Each day in Portugal, an average of 27 families are forced to hand their homes back to their mortgage lenders as they no longer can afford the payments.
According to latest data from the Bank of Portugal, the number of unable to continue paying their mortgage has been increasing year after year.
One in 20 families no longer are able to pay their mortgages as parliament today votes to limit bank foreclosures on homes values at under €500,000.
In the past two years, 5,900 families have been left homeless by the Tax Authority which has evicted them for non-payment of debts.
The Socialist Party wants to stop foreclosures and the sale of homes for tax and social security debts but the Communist Party and the Left Bloc want to go a step further and protect those that cannot afford their mortgages from repossession by the Portugal’s banks.
Years of repossession activity rather than switching to rental or deferred payment plans has left Portugal's banks as the country's largest landlords yet they are unwilling to release property onto the open market due to the predicable downward pressure on prices.
Selling off banks' property stocks also will cristalise losses on assets that remain on the banks' books at unrealistic pre-recession prices.
In the Algarve, consumer watchdog Deco has highlighted a steep rise in of the financial fragility of Algarve families over the past year.
According to data collected by Deco, there are over a hundred homeless and about 5,000 people with economic needs in the region.
These figures show "a deterioration of the situation since 2014," and it now is the middle and upper middle classes that are being hit.

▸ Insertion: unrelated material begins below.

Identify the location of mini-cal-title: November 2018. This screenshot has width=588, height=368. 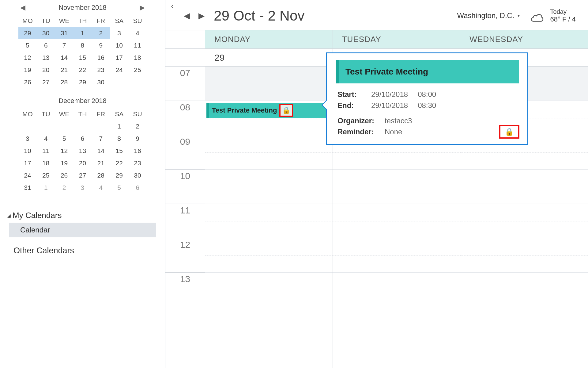
(83, 8).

"Most of the number usually consists of people of working age who currently are unemployed. It should be noted that the 2015 increase, quite high and sudden, has been from the older population mainly due to the support they have been trying to provide for their children who are unemployed and in debt. Parents have been providing financial support, housing and debts guarantees.”
Each day 27 families are forced to hand their homes back to their mortgage lenders as they no longer can afford the payments.
According to latest data from the Bank of Portugal, the number of unable to continue paying their mortgage has been increasing year after year.